Key Management & Maintenance

These are the day-two operations for a TinyVault vault: rotating the passphrase, taking and restoring backups, checking health with read-only diagnostics, and locking the vault. They all operate on the single encrypted vault.db file and never touch the network.

How the key hierarchy works (the 30-second version)

Knowing the key layout makes the rest of this page obvious — especially why rotation is cheap and why a backup is still useless to an attacker.

  • Your passphrase is stretched through Argon2id into a KEK (key-encryption key). The KEK lives in RAM only while the vault is unlocked.
  • Each project has its own DEK (data-encryption key). Every DEK is AES-256-GCM-wrapped by the KEK and stored inside the project record.
  • Secret values (and their version history) are encrypted with the project DEK.

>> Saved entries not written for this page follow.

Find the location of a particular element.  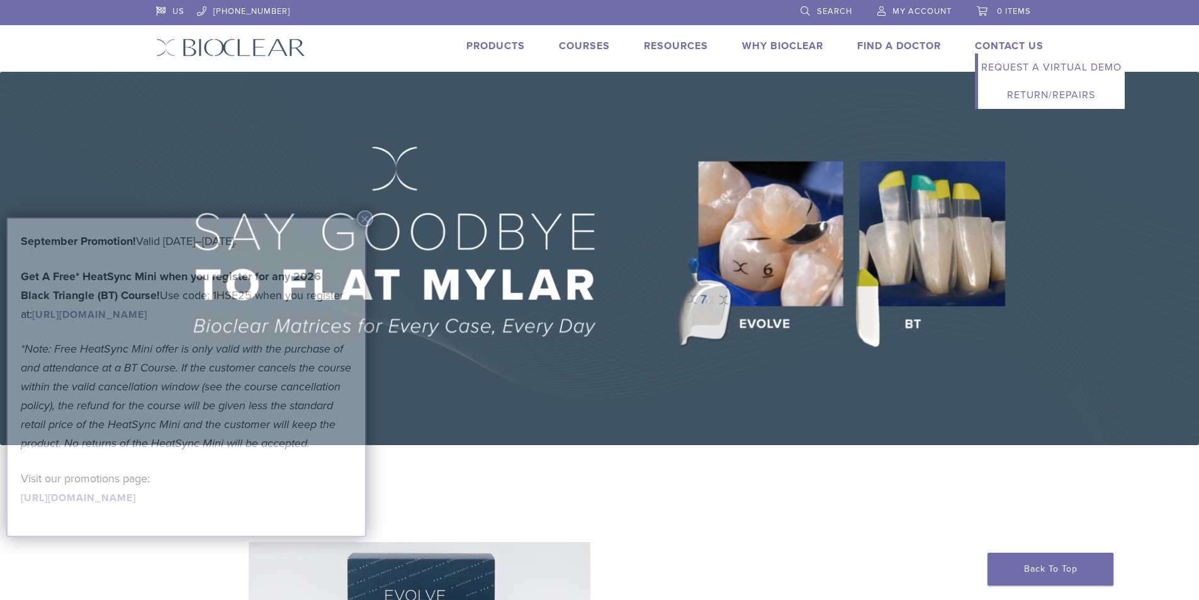

span: 0 items is located at coordinates (1014, 11).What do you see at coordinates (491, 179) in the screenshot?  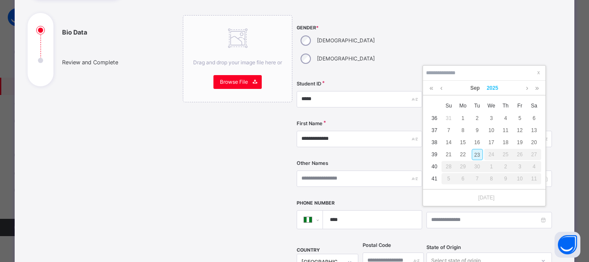 I see `td: October 8, 2025` at bounding box center [491, 179].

So the passphrase guards the KEK, the KEK guards the DEKs, and the DEKs guard the values. Rotating the passphrase only re-wraps the DEKs — the values themselves never move.

INFO

The vault is a single bbolt file at ~/.tvault/vault.db (mode 0600, in a 0700 directory). There are no servers, accounts, or cloud calls. See Architecture for the full crypto design.

Rotate the passphrase

Use tvault key rotate to re-encrypt the vault under a new passphrase. It derives a fresh KEK under a new salt and re-wraps every project DEK with it. Secret values are not re-encrypted, so rotation is fast and safe to run often — even on a large vault.

bash
tvault key rotate

The command is interactive: it prompts for your current passphrase to unlock, then for the new passphrase (entered twice to confirm). On success it reports Passphrase rotated successfully.

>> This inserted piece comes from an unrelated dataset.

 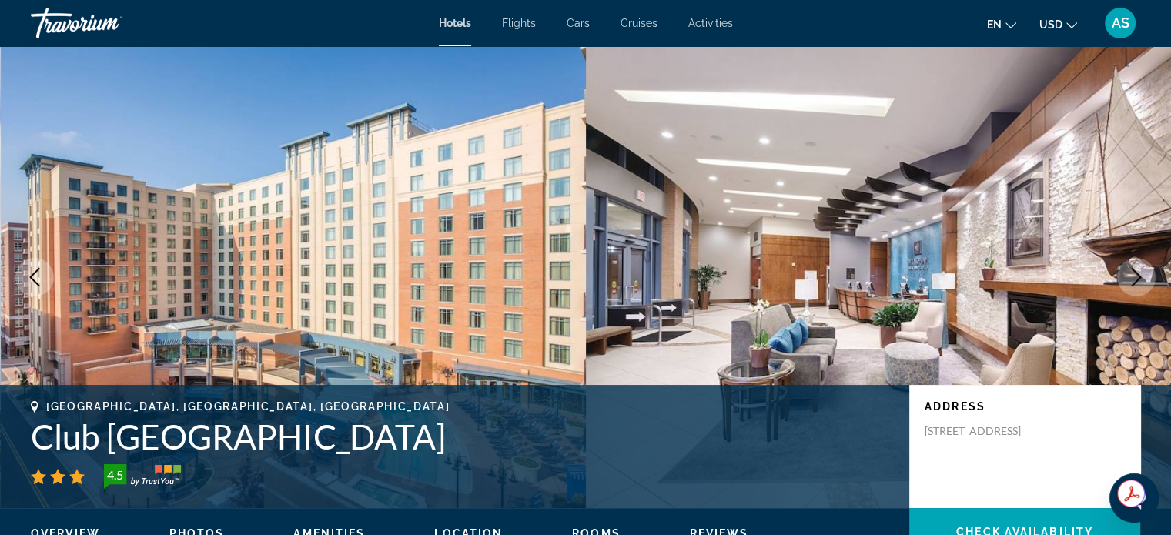 I want to click on span: Activities, so click(x=710, y=23).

Rotation is prompt-driven by design

key rotate always reads the new passphrase from an interactive prompt — there is no environment variable to supply it non-interactively. That keeps a fresh secret out of shell history and process listings. Run it from a terminal.

What rotation does and does not do

Affected by rotationUntouched by rotation
The KEK (new salt, new derivation)Secret values in the secrets bucket
The wrapped DEK on every projectThe version history in secret_versions
The passphrase verifierRecipient stanzas (X25519 shares)

Because values and history are encrypted under the project DEK — not the KEK — they survive a passphrase rotation completely untouched.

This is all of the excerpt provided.